Ib. p. 123.
—as soon as the miraculous gifts,
or gift of discerning spirits,
ceased.
No one point in the New Testament perplexes me so much as these (so called) miraculous gifts. I feel a moral repugnance to the reduction of them to natural and acquired talents, ennobled and made energic by the life and convergency of faith;—and yet on no other scheme can I reconcile them with the idea of Christianity, or the particular supposed, with the general known, facts. But, thank God! it is a question which does not in the least degree affect our faith or practice. I mean, if God permit, to go through the Middletonian controversy, as soon as I can procure the loan of the books, or have health enough to become a reader in the British Museum.
Ib. p. 126.
And what if, after all, spiritual censures (for of such only I am speaking,) should happen to fall upon such a person, he may be in some measure hurt in his reputation by it, and that is all. And possibly hereupon his errors, before invincible through ignorance, may be removed by wholesome instruction and admonition, and so he is befriended in it, &c.
Waterland is quite in the right so far;—but the penal laws, the temporal inflictions—would he have called for the repeal of these? Milton saw this subject with a mastering eye,—saw that the awful power of excommunication was degraded and weakened even to impotence by any the least connection with the law of the State.
Ib. p. 127.
—who are hereby forbidden to receive such heretics into their houses, or to pay them so much as common civilities. This precept of the Apostle may he further illustrated by his own practice, recorded by Irenaeus, who had the information at second-hand from Polycarp, a disciple of St. John’s, that St. John, once meeting with Cerinthus at the bath, retired instantly without bathing, for fear lest the bath should fall by reason of Cerinthus being there, the enemy to truth.
Psha! The ’bidding him God speed’,—[Greek: legon auto chairein],—(2 ‘John’, 11,) is a spirituality, not a mere civility. If St. John knew or suspected that Cerinthus had a cutaneous disease, there would have been some sense in the refusal, or rather, as I correct myself, some probability of truth in this gossip of Irenaeus.
Ib. p. 128.
They corrupted the faith of Christ, and
in effect subverted the
Gospel. That was enough to render
them detestable in the eyes of all
men who sincerely loved and valued sound
faith.
O, no, no, not ‘them!’ ’Error quidem, non tamen homo errans, abominandus’: or, to pun a little, ‘abhominandus’. Be bold in denouncing the heresy, but slow and timorous in denouncing the erring brother as a heretic. The unmistakable passions of a factionary and a schismatic, the ostentatious display, the ambition and dishonest arts of a sect-founder, must be superinduced on the false doctrine, before the heresy makes the man a heretic.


TASK REQUIREMENTS: Excluding pictures, reproduce word for word the lines from the one containing "Is <element>bicycle wheel</element>" through the end of the material below.

[Opening ENTRIES SUPPLIED section]

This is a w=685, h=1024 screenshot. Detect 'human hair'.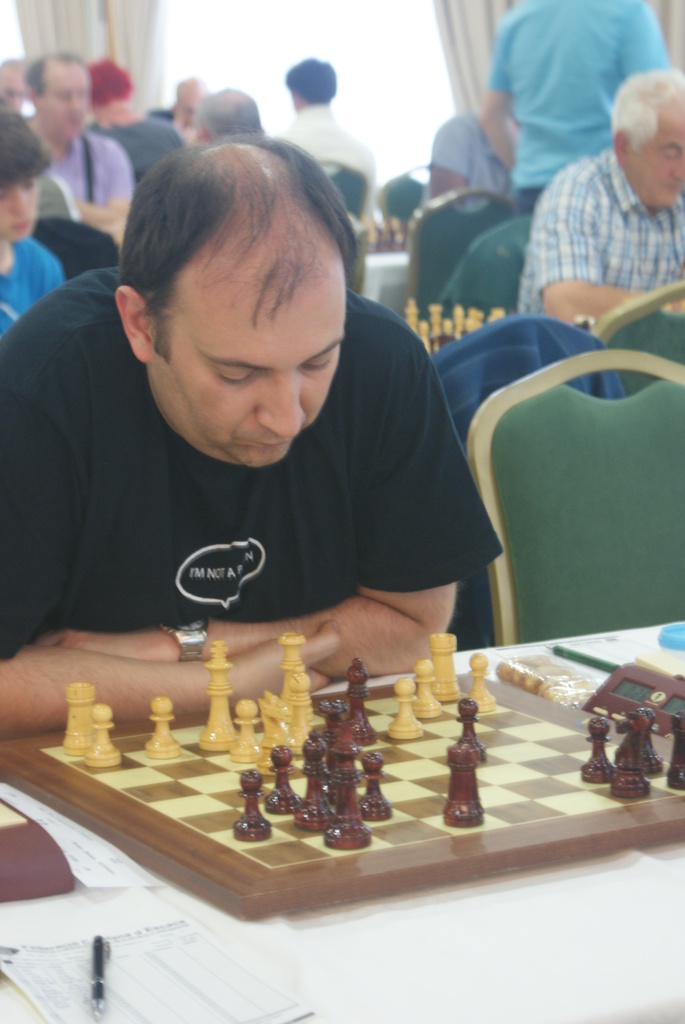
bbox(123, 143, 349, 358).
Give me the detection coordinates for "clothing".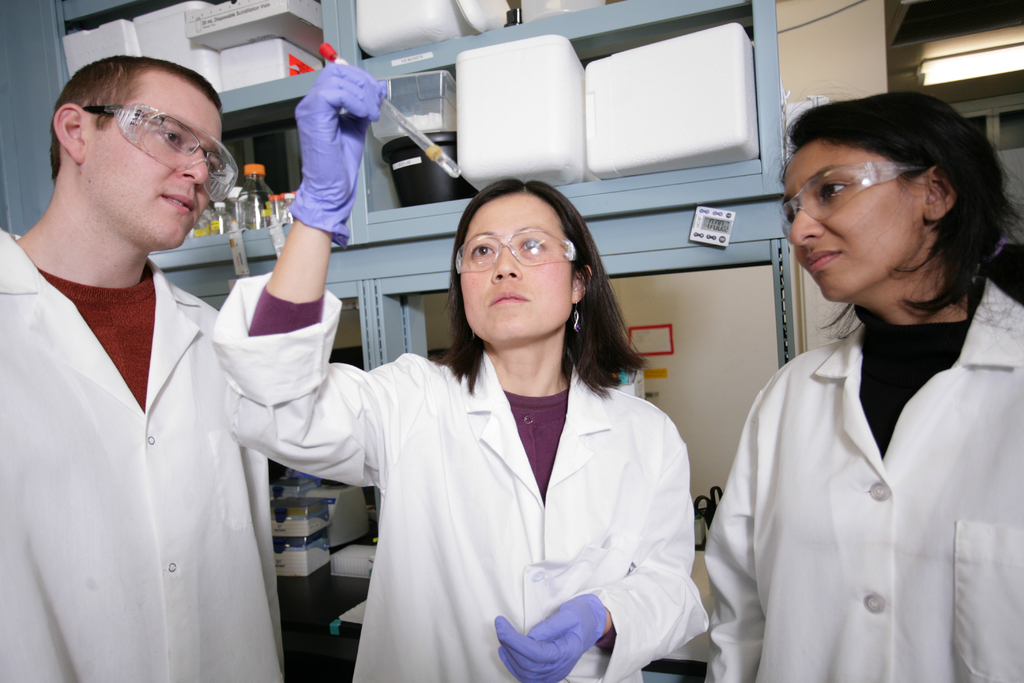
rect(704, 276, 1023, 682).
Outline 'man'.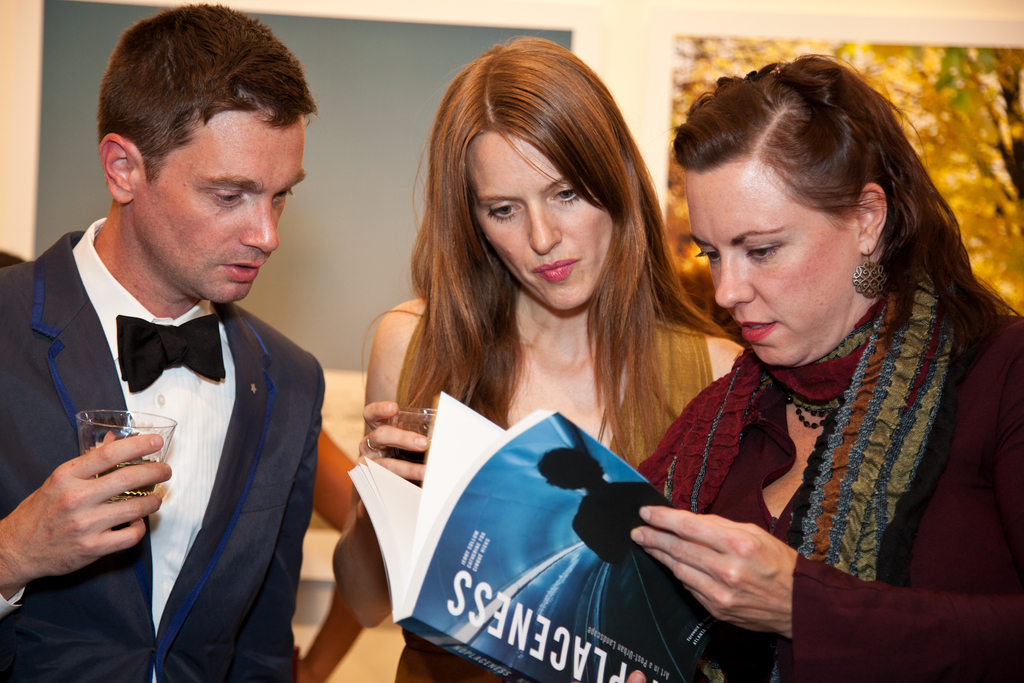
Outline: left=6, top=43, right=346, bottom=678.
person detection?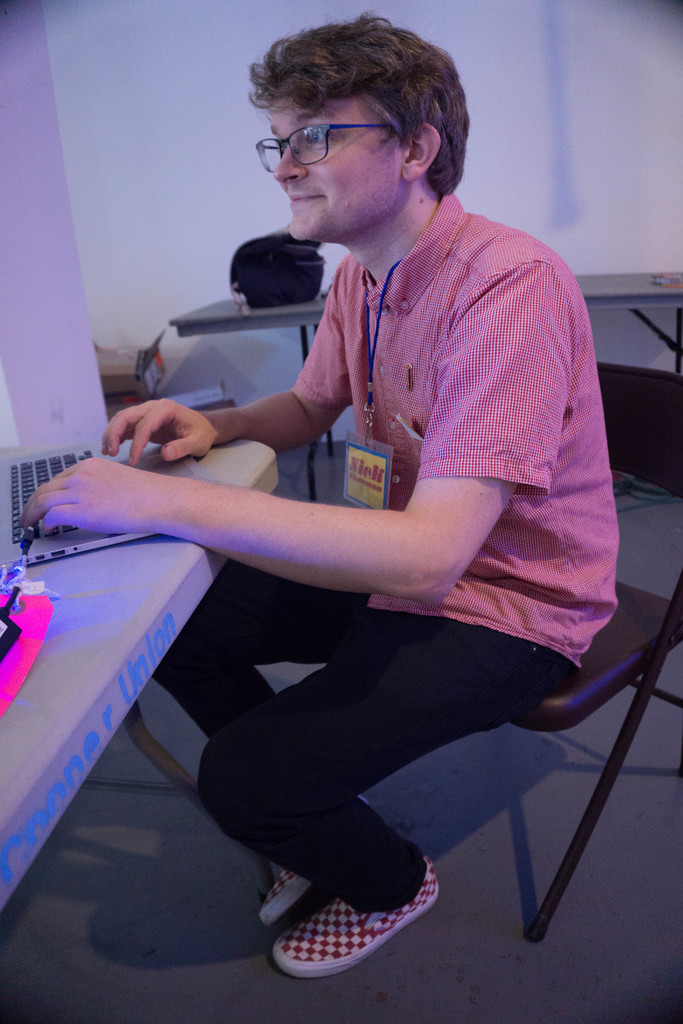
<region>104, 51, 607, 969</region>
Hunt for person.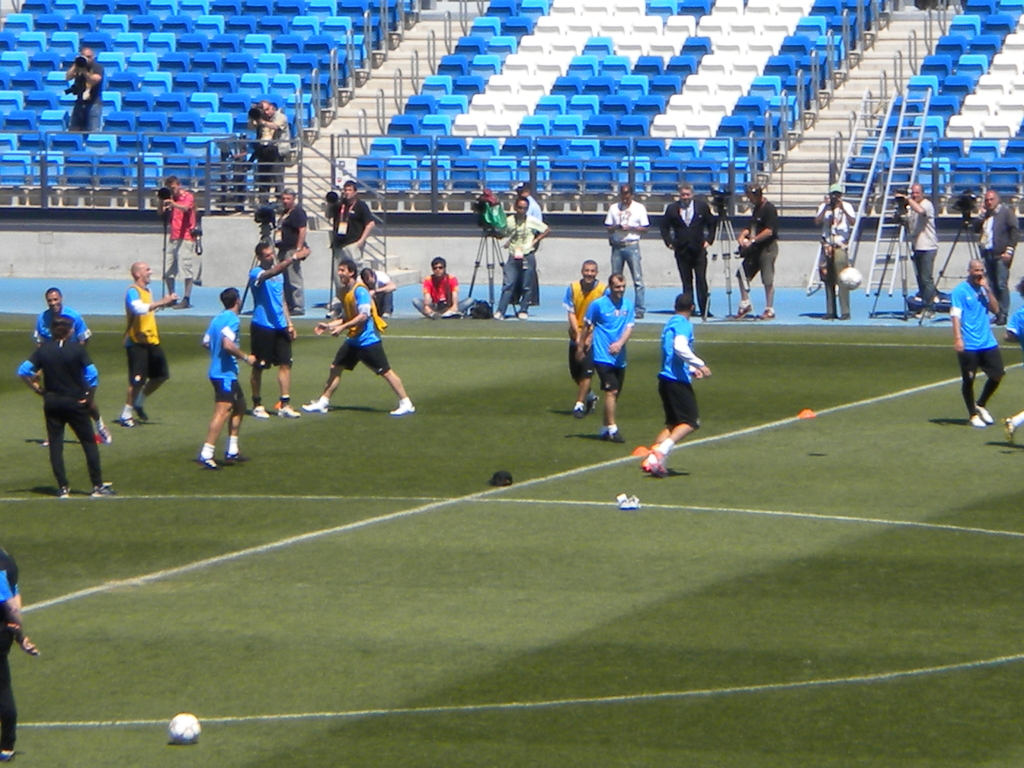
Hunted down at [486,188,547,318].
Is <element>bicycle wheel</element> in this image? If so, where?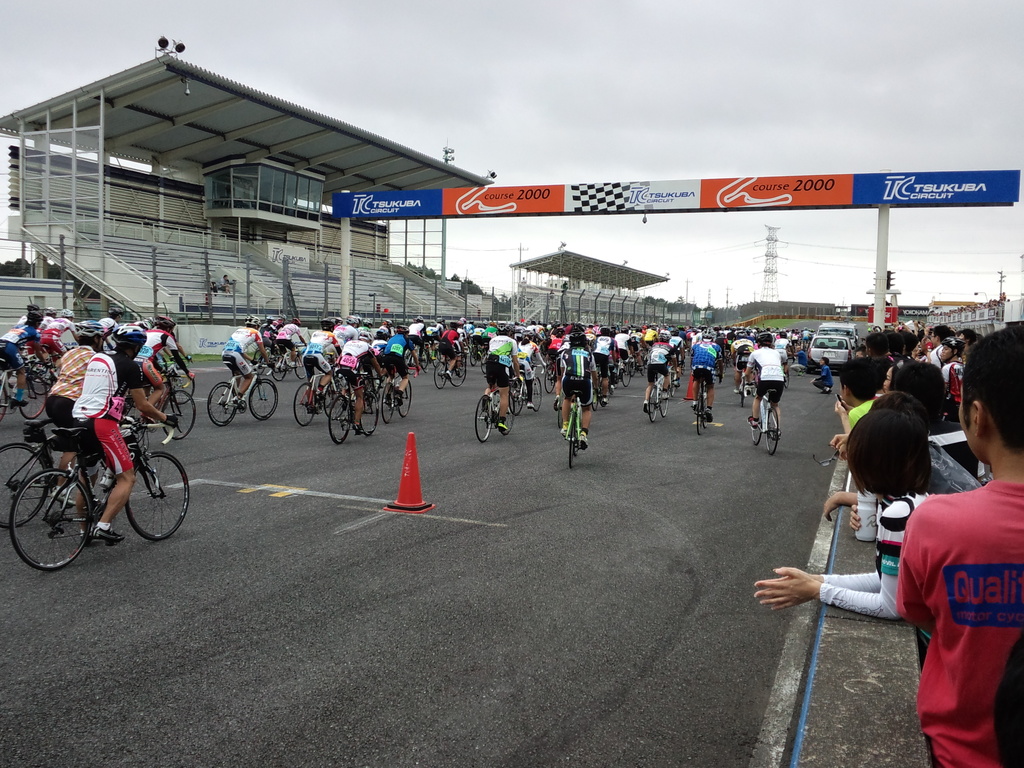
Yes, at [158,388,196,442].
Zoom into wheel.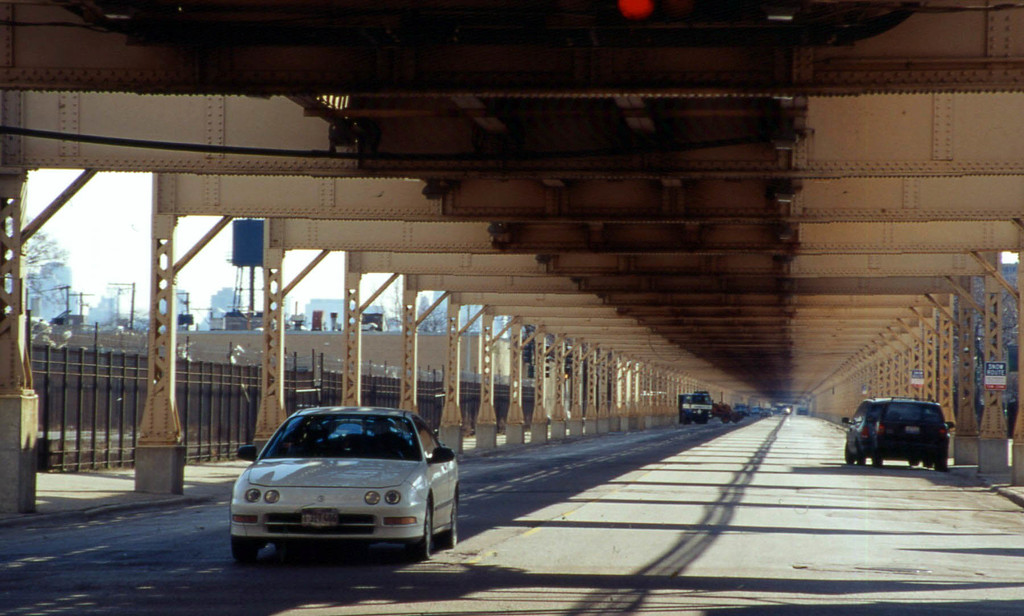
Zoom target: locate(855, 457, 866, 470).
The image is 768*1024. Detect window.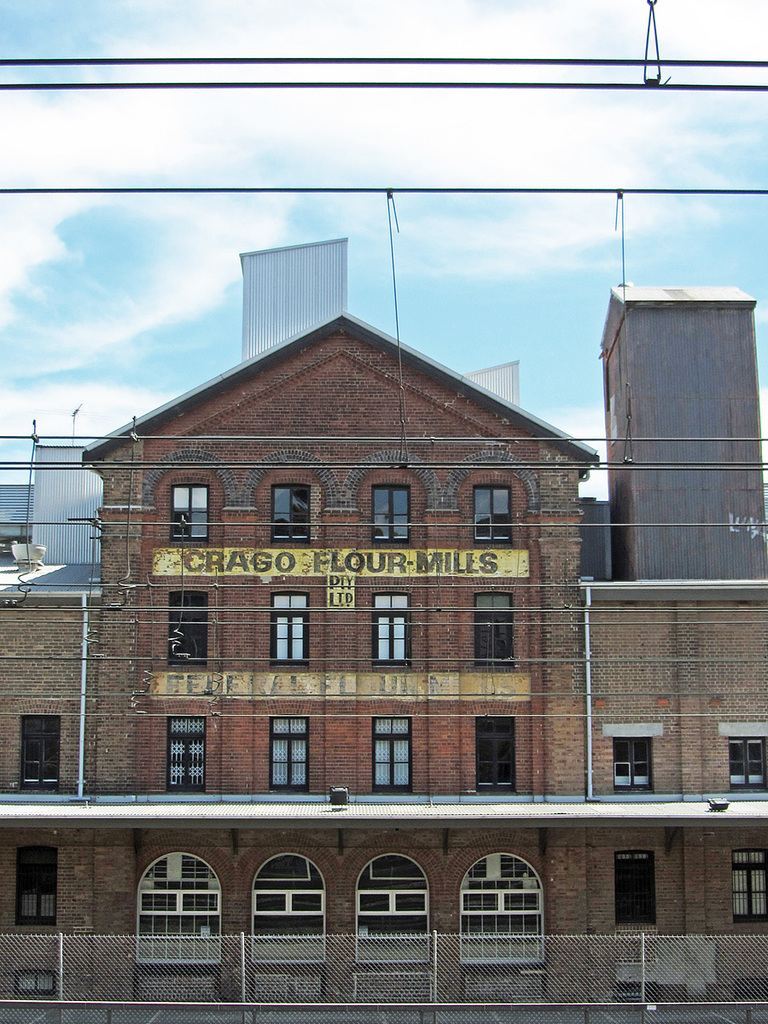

[Closing ENTRIES SUPPLIED section]

COMPLETED TASK:
Is <element>bicycle wheel</element> in this image? If so, where?
Yes, at [158,388,196,442].
Zoom into wheel.
Zoom target: locate(855, 457, 866, 470).
The image is 768*1024. Detect window.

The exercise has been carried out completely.